The Main trial coincided with the return of deportees from German forced labour camps. As de Gaulle and two com- munist leaders with a large crowd waited at the Gare de Lyon for the first group of 288 women they expected to find the returning prisoners looking thin and tired but noth- ing more. Parisians had no idea of the appalling truth and were enraged to see 'skeletons dressed like scarecrows' descending from the train. An American journalist described them as having 'green- ish waxen complexions and shrunken faces reminiscent of the little human heads mod- elled by primitive tribes'. Only a handful of the 80,000 French Jews deported returned; over 40,000 foreign Jews had been handed over to the Nazis by the Vichy Government to be killed, while 220,000 out of the 800,000 French deported for forced labour died. The sight of some of these deportees on the Paris Metro was as damaging to Laval and Main as much of the evidence in Court. Against this, post-war Franco- 'German friendship is something of a miracle.

Once the war was over, the rich flocked back to Paris. Their lifestyle in warm hous- es with unlimited black market food pro- duced acute resentment amongst the bulk of the Parisians who, during the harsh win- ter of 1946, froze in their unheated homes close to starvation. Not surprisingly, the communists flourished, and from the Octo- ber 1945 General Election they emerged as the largest party, under Thorez. Only des- perate intrigues by the Socialists and Chris- tian Democrats prevented a communist being given one of the 'decisive' portfolios — the Interior, Foreign Affairs or War.

The authors produce interesting new evi- dence of US plans to prevent an armed communist coup at the time of the May 1946 referendum; and also about the sad end of the Robert Schuman Government in 1948. They emphasise how the Monnet Plan and Marshall Aid rescued France from her lowest point in 1947. Once Mar- shall Aid flowed, France outstripped Britain as an industrial nation; despite this generosity there is still French antipathy to the US. The book shows how resentment began soon after the Liberation when, with the rate of exchange tilted in favour of the dollar, US troops could live in such luxury in Paris that they became known as 'the second army of occupation'.

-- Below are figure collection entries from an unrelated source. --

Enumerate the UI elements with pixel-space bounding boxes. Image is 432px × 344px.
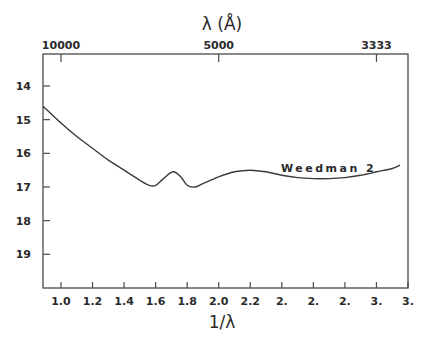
y-tick-label: 17 xyxy=(16,181,31,194)
x-tick-label: 2. xyxy=(339,295,351,308)
x-tick-label: 1.8 xyxy=(177,295,197,308)
y-tick-label: 18 xyxy=(16,215,31,228)
top-axis-title: λ (Å) xyxy=(202,13,242,34)
x-tick-label: 1.2 xyxy=(83,295,103,308)
x-tick-label: 1.4 xyxy=(114,295,134,308)
x-tick-label: 2.2 xyxy=(241,295,261,308)
chart: 1.01.21.41.61.82.02.22.2.2.3.3. 14151617… xyxy=(0,0,432,344)
x-axis-title: 1/λ xyxy=(209,312,236,332)
x-tick-label: 3. xyxy=(402,295,414,308)
x-tick-label: 1.0 xyxy=(51,295,71,308)
top-tick-label: 5000 xyxy=(203,39,234,52)
y-tick-label: 19 xyxy=(16,248,31,261)
x-tick-label: 3. xyxy=(371,295,383,308)
top-tick-label: 10000 xyxy=(42,39,81,52)
x-tick-label: 2. xyxy=(307,295,319,308)
x-tick-label: 2. xyxy=(276,295,288,308)
y-tick-label: 16 xyxy=(16,147,32,160)
x-tick-label: 2.0 xyxy=(209,295,229,308)
y-tick-label: 14 xyxy=(16,80,32,93)
series-label-weedman-2: Weedman 2 xyxy=(281,162,376,175)
top-axis-ticks: 1000050003333 xyxy=(42,39,392,62)
top-tick-label: 3333 xyxy=(361,39,392,52)
y-tick-label: 15 xyxy=(16,114,31,127)
x-axis-ticks: 1.01.21.41.61.82.02.22.2.2.3.3. xyxy=(51,282,414,308)
x-tick-label: 1.6 xyxy=(146,295,166,308)
chart-canvas: 1.01.21.41.61.82.02.22.2.2.3.3. 14151617… xyxy=(0,0,432,344)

The book is long, continuing until the final departure of de Gaulle from the polit- ical scene in 1968. The tangled tale of French political in-fighting becomes diffi- cult to follow at times, being interspersed with vignettes of the atmosphere in the streets, the cafés, the fashion houses and the salons of the great in which it is hard to identify all the characters. However, it is a worthwhile survey for which we should be grateful.